TR2004-086

A Bayesian Classifier for Spectrographic Mask Estimation for Missing Feature Speech Recognition


    •  Seltzer, M.L., Raj, B., Stern, R.M., "A Bayesian Classifier for Spectrographic Mask Estimation for Missing Feature Speech Recognition", Speech Communication, Vol. 43, No. 4, pp. 379-393, September 2004.
      BibTeX TR2004-086 PDF
      • @article{Seltzer2004sep2,
      • author = {Seltzer, M.L. and Raj, B. and Stern, R.M.},
      • title = {A Bayesian Classifier for Spectrographic Mask Estimation for Missing Feature Speech Recognition},
      • journal = {Speech Communication},
      • year = 2004,
      • volume = 43,
      • number = 4,
      • pages = {379--393},
      • month = sep,
      • url = {https://www.merl.com/publications/TR2004-086}
      • }
  • Research Areas:

    Artificial Intelligence, Speech & Audio

Abstract:

Missing feature methods of noise compensation for speech recognition operate by first identifying components of a spectrographic respresentation of speech that are considered to be corrupt.

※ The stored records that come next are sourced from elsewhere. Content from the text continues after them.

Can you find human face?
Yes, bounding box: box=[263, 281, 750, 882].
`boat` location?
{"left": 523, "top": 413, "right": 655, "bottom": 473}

Recognition is then performed either using only the remaining reliable components, or the corrupt components are reconstructed prior to recognition. These methods require a spectrographic mask which accurately labels the reliable and corrupt regions of the spectrogram. Depending on the missing feature method applied, these masks must either contain binary values or probabilistic values. Current mask estimation techniques rely on explicit estimation of the characterristics of the corrupting noise. The estimation process usually assumes that the noise is pseudo-stationary or varies slowly with time. This is a significant drawback since the missing feature methods themselves have no such restrictions. We present a new mask estimation technique that uses a Bayesian classifier to determine the reliability of spectrographic elements. Features used for classification were designed that make no assumptions about the correupting noise signal, but rather exploit characteristics of the speech signal itself. Experiments were performed on speech corrupted by a variety of noises, using missing feature compensation methods which require binary masks and probabilistic masks. In all cases, the proposed Bayesian mask estimation method resulted in significantly better recognition accuracy than conventional maask estimation approaches.

 

  • Related News & Events

    •  NEWS    Speech Communication: 2 publications by MERL researchers and others
      Date: September 12, 2004
      Where: Speech Communication
      Brief
      • The articles "Reconstruction of Missing Features for Robust Speech Recognition" by Raj, B., Seltzer, M.L. and Stern, R.M. and "A Bayesian Framework for Spectrographic Mask Estimation for Missing Feature Speech Recognition" by Seltzer, M.L., Raj, B. and Stern, R.M. were published in Speech Communication.